28
Mar 14

Planned Shrinkage

After reading the paper for this week, it doesn’t seem to make sense why the city would reduce fire-control in areas that would statistically have more fires. Normally, these weird instances of pulling plugs and cutting support from people who need them is a matter of saving money. But here, cutting off the amount of fire departments available to control fires is a matter of life and death in some cases. However, once we establish that this is a “planned shrinkage,” and that the effects of reducing services in low-income areas was intentional, we see that the reason was in indeed disperse low-income populations.

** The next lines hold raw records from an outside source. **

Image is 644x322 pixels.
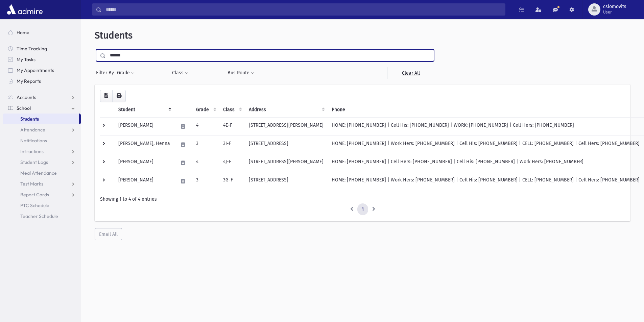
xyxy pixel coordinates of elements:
th: Grade: activate to sort column ascending [192,102,219,118]
span: Teacher Schedule [20,213,58,220]
a: Clear All [387,67,434,79]
td: [PERSON_NAME] [114,154,174,172]
td: HOME: [PHONE_NUMBER] | Work Hers: [PHONE_NUMBER] | Cell His: [PHONE_NUMBER] | CELL: [PHONE_NUMBER... [327,172,644,191]
img: AdmirePro [5,3,44,16]
span: My Appointments [17,67,54,73]
a: 1 [357,203,368,216]
th: Address: activate to sort column ascending [245,102,327,118]
td: HOME: [PHONE_NUMBER] | Cell Hers: [PHONE_NUMBER] | Cell His: [PHONE_NUMBER] | Work Hers: [PHONE_N... [327,154,644,172]
a: Home [3,27,81,38]
span: School [17,105,31,111]
td: [STREET_ADDRESS] [245,136,327,154]
a: Attendance [3,124,81,135]
div: Showing 1 to 4 of 4 entries [100,196,625,203]
span: Student Logs [20,159,48,165]
button: Email All [95,228,122,240]
td: 4 [192,117,219,136]
input: Search [102,4,505,16]
td: 3I-F [219,136,245,154]
span: My Tasks [17,56,35,63]
a: Teacher Schedule [3,211,81,222]
span: Time Tracking [17,46,47,52]
td: 3 [192,172,219,191]
span: Students [95,30,132,41]
button: Print [112,90,126,102]
span: Students [20,116,39,122]
td: 3G-F [219,172,245,191]
span: Meal Attendance [20,170,57,176]
td: [STREET_ADDRESS][PERSON_NAME] [245,154,327,172]
td: [STREET_ADDRESS][PERSON_NAME] [245,117,327,136]
button: Grade [117,67,135,79]
th: Phone [327,102,644,118]
span: Home [17,30,30,35]
span: cslomovits [603,4,627,9]
td: [PERSON_NAME], Henna [114,136,174,154]
span: My Reports [17,78,41,84]
a: Time Tracking [3,43,81,54]
button: CSV [100,90,113,102]
a: My Reports [3,76,81,87]
span: Filter By [96,69,117,76]
td: 4J-F [219,154,245,172]
a: Notifications [3,135,81,146]
a: Test Marks [3,178,81,189]
a: Report Cards [3,189,81,200]
span: PTC Schedule [20,203,49,208]
th: Student: activate to sort column descending [114,102,174,118]
a: Accounts [3,92,81,103]
span: Accounts [17,94,36,100]
button: Bus Route [227,67,254,79]
a: My Appointments [3,65,81,76]
a: Student Logs [3,157,81,168]
a: My Tasks [3,54,81,65]
td: [STREET_ADDRESS] [245,172,327,191]
td: [PERSON_NAME] [114,117,174,136]
a: School [3,103,81,114]
span: Report Cards [20,192,49,198]
td: [PERSON_NAME] [114,172,174,191]
th: Class: activate to sort column ascending [219,102,245,118]
span: User [603,9,627,15]
button: Class [172,67,189,79]
td: 3 [192,136,219,154]
td: 4E-F [219,117,245,136]
a: Infractions [3,146,81,157]
a: Meal Attendance [3,168,81,178]
td: 4 [192,154,219,172]
td: HOME: [PHONE_NUMBER] | Cell His: [PHONE_NUMBER] | WORK: [PHONE_NUMBER] | Cell Hers: [PHONE_NUMBER] [327,117,644,136]
span: Notifications [20,138,47,144]
span: Test Marks [20,181,43,187]
span: Attendance [20,127,45,133]
span: Infractions [20,148,44,154]
td: HOME: [PHONE_NUMBER] | Work Hers: [PHONE_NUMBER] | Cell His: [PHONE_NUMBER] | CELL: [PHONE_NUMBER... [327,136,644,154]
a: PTC Schedule [3,200,81,211]
a: Students [3,114,79,124]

Referring to Cameron’s flow-chart, I wonder if getting rid of AIDS dense areas was part of the plan as well or if it was just a consequence of dispersing low-income areas. Either way, the problem worsened and the spread of AIDS became harder to control.


28
Mar 14

Intricate connections

I really enjoyed this paper (except for the statistics, which I honestly did not even try to understand). I found its conclusions to be more complex than usual because they involved many factor, and therefore more realistic and interesting. Don’t get me wrong–it was disheartening as hell. But at least the phenomena Wallace is describing are complicated & multifaceted enough to reflect reality. There are one main causal chains that I picked out of the reading:

overcrowding + (evil) reduction in fire service => population dispersal/relocation => dispersal of intravenous drug using population (population with highest HIV/AIDS rates and transmission potential) => more widespread HIV/AIDS => more difficulty in creating effective HIV/AIDS prevention programs

This, to me, is the point of public health as a social science. We can pretty much guess that such important factors like housing quality & availability will have an effect on people’s physical health, but articles like this explain what exactly the effect is and clearly illustrate its cause-and-effect relationships. That said, I think the ideas Wallace presented here were somewhat limited by the “paper” format because all the interconnected ideas had to be split up on different pages. The timeline, specifically, could have been laid out more clearly (I think) even in the paper format. Y’all will hear more about that later this morning.


28
Mar 14

Pure Wrong

As I went through the reading this week, I couldn’t help but think about Professor Braine’s comments when she posted the reading- that this is one of the rare cases where evil intent seems to be involved. While many damaging policies have been put into place over the years, for most of them, one can argue that they were not made with bad intent, bad rather error of judgement. In the case of planned shrinkage, on the other hand, is is very difficult to see any motives behind these actions besides for hurting a particular segment of the population.